Diving further into this notion by researching Martin Buber I discover that he was a Hasidic Jew. Hasidism is a sect of Judaism which is founded upon “two theoretical conceptions: (1) religious panentheism, or the omnipresence of God, and (2) the idea of Devekus, communion between God and man. ‘Man,’ says the Besht, ‘must always bear in mind that God is omnipresent and is always with him; that God is the most subtle matter everywhere diffused... Let man realize that when he is looking at material things he is in reality gazing at the image of the Deity which is present in all things. With this in mind man will always serve God even in small matters.’” (http://en.wikipedia.org/wiki/Hasidism#Religious_practice_and_culture).
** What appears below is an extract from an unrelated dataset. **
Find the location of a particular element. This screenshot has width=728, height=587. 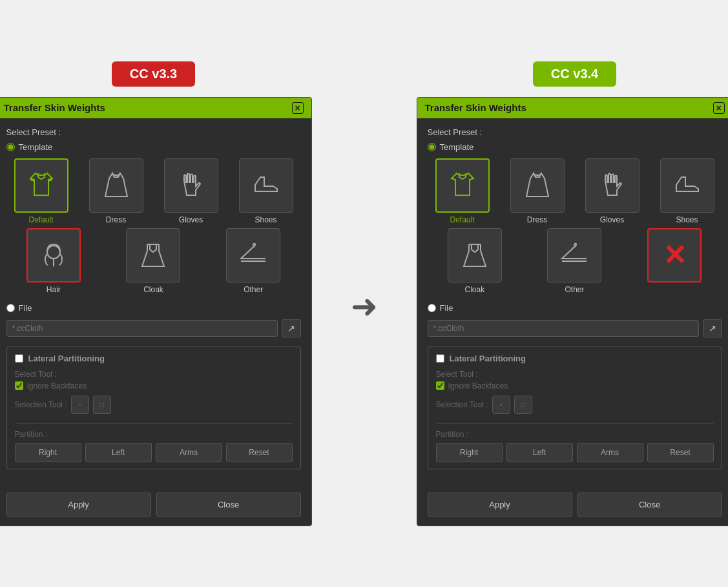

icon-label-hair-left: Hair is located at coordinates (54, 290).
So how do these religious conceptions tie into communications in a real sense? Again I think Buber provides us a bridge between the ethereal and the earthy. “‘Religiousness’ is the astonished and worshipful feeling of man that above his conditionality there stands an Unconditioned whose desire is to form a living community with him and whose will he may realize in the world of men.” (http://www.religion-online.org/showchapter.asp?title=459&C=377).
The way I interpret the above is that the “Unconditioned” is God and that how we most fully experience God is through community. Again we see the notion that community is paramount in creating our relational identities.
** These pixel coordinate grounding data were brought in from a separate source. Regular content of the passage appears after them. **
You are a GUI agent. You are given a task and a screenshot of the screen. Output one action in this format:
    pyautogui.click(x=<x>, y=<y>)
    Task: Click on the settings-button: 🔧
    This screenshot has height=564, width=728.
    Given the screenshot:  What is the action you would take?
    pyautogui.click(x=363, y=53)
Buber argues that what makes us truly unique as humans is our ability to strive to rise above our conditionality and to seek to connect with one another in an unconditional way. I think John Stewart touches on this idea in his outline of Buber’s essay, “Where dialogue becomes genuine, ‘there is brought into being a memorable common fruitlessness [sic] which is to be found nowhere else.” (p.684).

I have intentionally included John Stewart’s misquote rather than the actual quote of “fruitfulness” (p.694). It was actually Stewart’s misquote which helped me to better understand Buber’s meaning (never underestimate the power of cognitive dissonance!). I found myself trying to make sense of this misquote. Through this process I concluded that the quote meant that when we communicate with one another without conditions - or without expecting the conversation to bear fruit - will we truly begin to enter into an unconditional dialogue.
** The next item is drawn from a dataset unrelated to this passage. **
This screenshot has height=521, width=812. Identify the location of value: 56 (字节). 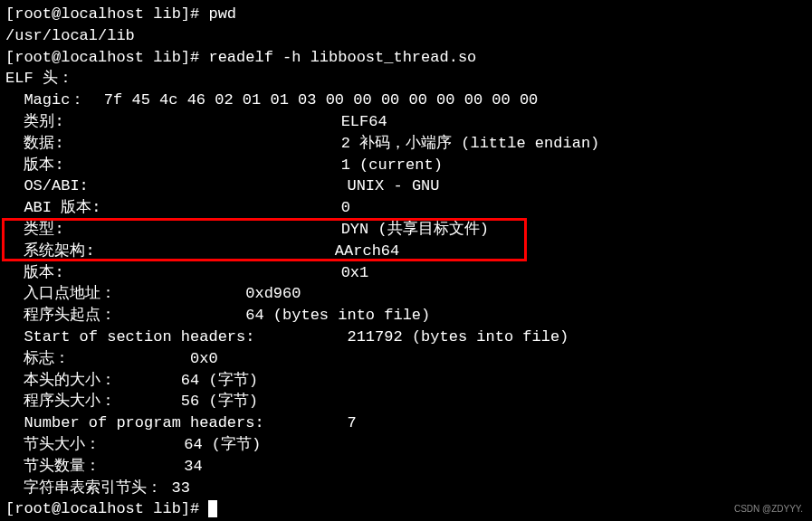
(219, 402).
Despite this misquote I think I have still arrived at the heart of what Buber meant. In order for a true dialogue to take place “…the speaker does not merely perceive the one who is present to him in this way; he receives him as his partner, and that means that he confirms this other being, so far as it is for him to confirm” (p.693). The shift from perceiving a conversational partner to receiving them again resonates for me beyond this temporal existence and into the spiritual realm.

For Buber, God lives not within a static model of communication but rather within the dynamic process of communication. “God is the aim of human beings, the image that man aspires to become. It is important that human beings aspire to become, and not to be like God. A process has always priority over a static state for Buber.” (http://www.geocities.com/Athens/Ithaca/1180/buber.htm).

While it is not always easy to drop our conditioned existence and to communicate openly and honestly with one another I believe that it is important, even natural that we strive towards a higher level of communication. To rise up and reach beyond what we can easily grasp or even comprehend is a defining characteristic of humanity and although we may never fully succeed in dropping our conditional state it is a worthy ambition nonetheless. “To yield to seeming is man’s essential cowardice, to resist it is his essential courage” (p.688).

3 comments:

Anonymous said...

I will need to read your paper again to fully comprehend all it's meaning. I am, however, initially smiling at it's profound essence. It also sounds like so much of the Buddhist philosophy and teachings. Excellent communication, John, excellent. Pat

John Merland said...

got an A

Anonymous said...

I believe God speaks through others. I may need to check this guy out further.
Thanks for sharing and I can see why you got an A.